Women's Health

The Roles Animals Can Play in Treating Ovarian Cancer

Dogs and cancer detection

Dogs and cancer detection

In closing, we’ll now find out about Dina Zaphiris, B.S. Psychology, UC Davis, a noted researcher and established dog trainer who has played a large part in research on the early diagnosis of ovarian cancer. In the Amazon review of her book, The Behavior Savior: The Enlightened Path to the Perfect Pet, we read of her positive reinforcement techniques for training dogs.

It is her excellent training technique that has allowed Dina to be “the first American dog trainer to train dogs for federally funded studies involving dogs detecting early stage human cancer.”

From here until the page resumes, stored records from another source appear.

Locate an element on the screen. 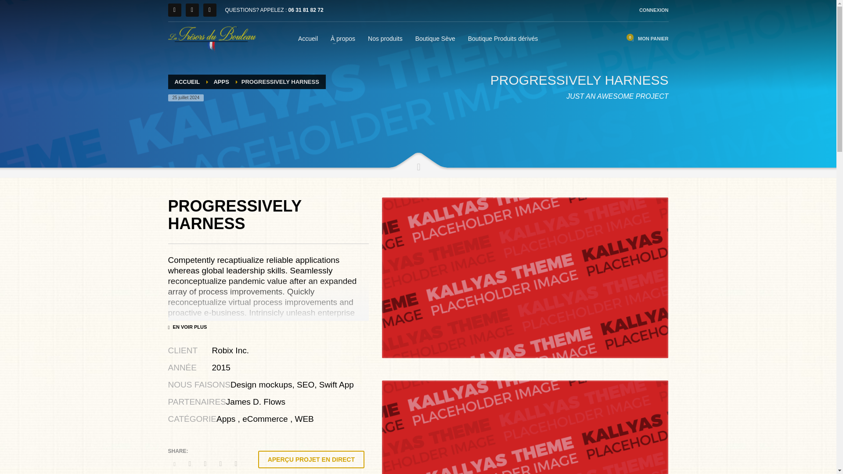  Instagram is located at coordinates (174, 10).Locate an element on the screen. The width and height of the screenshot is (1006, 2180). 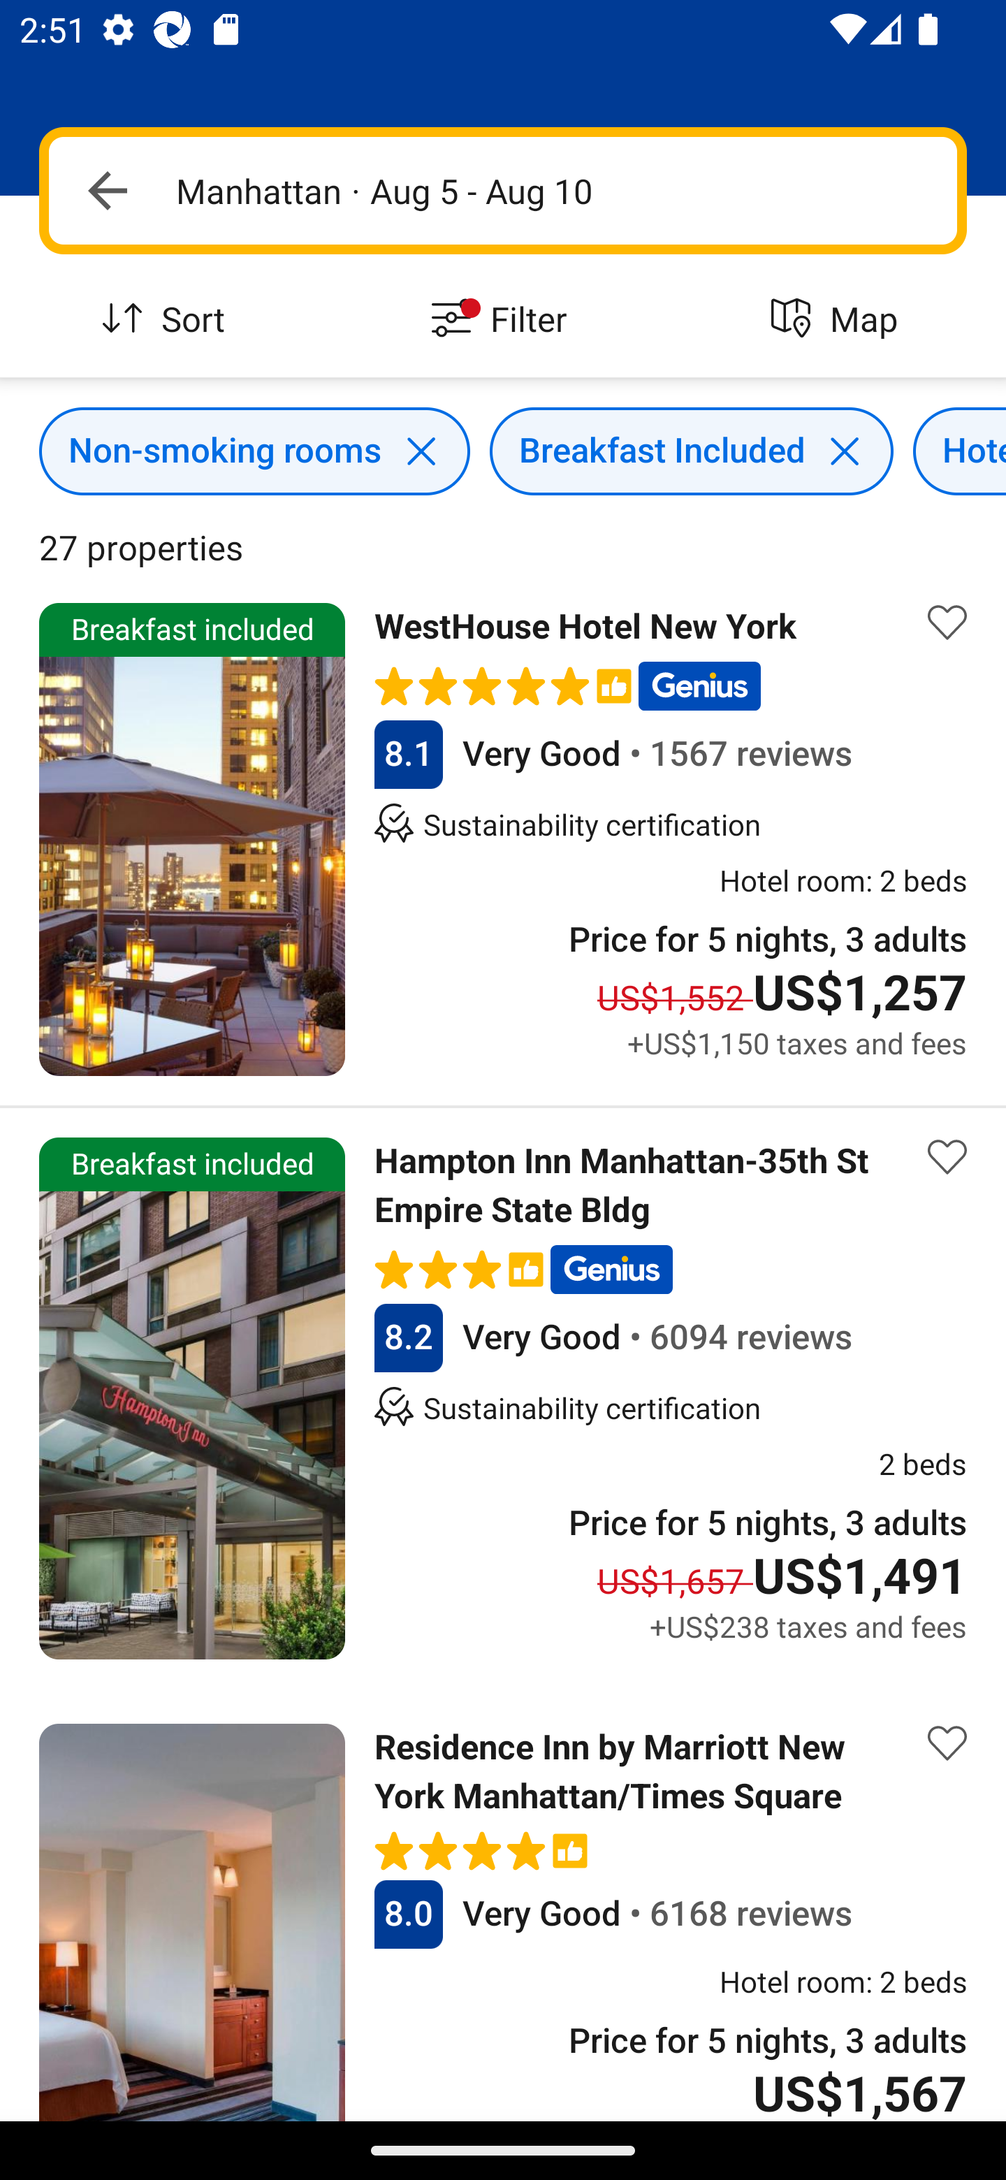
Filter is located at coordinates (503, 320).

Although we stumble on the information that “people noticed long ago that illness had a unique smell, and that Hippocrates, the ancient Greek physician, famously sniffed his patients,” Dina’s work is a groundbreaker in America’s diagnosis of cancer. 

On Dina’s website, we learn she “has trained over 24 dogs to detect early stage cancer in humans, and has participated in federally, as well as privately funded studies. Dina is the founder of her non-profit, a 501c3, In Situ Foundation, dedicated to training dogs to detect early stage human cancer, and publishing research”.

In a 2003 collaboration with Duke University, Dina was “involved with screening over 2000 samples for breast cancer, and determining the dogs’ ability and accuracy levels to distinguish malignant from benign blood samples … in an effort to detect early stage lung and breast cancer” with 99% accuracy. The study is published in the Journal of Integrative Cancer Therapies.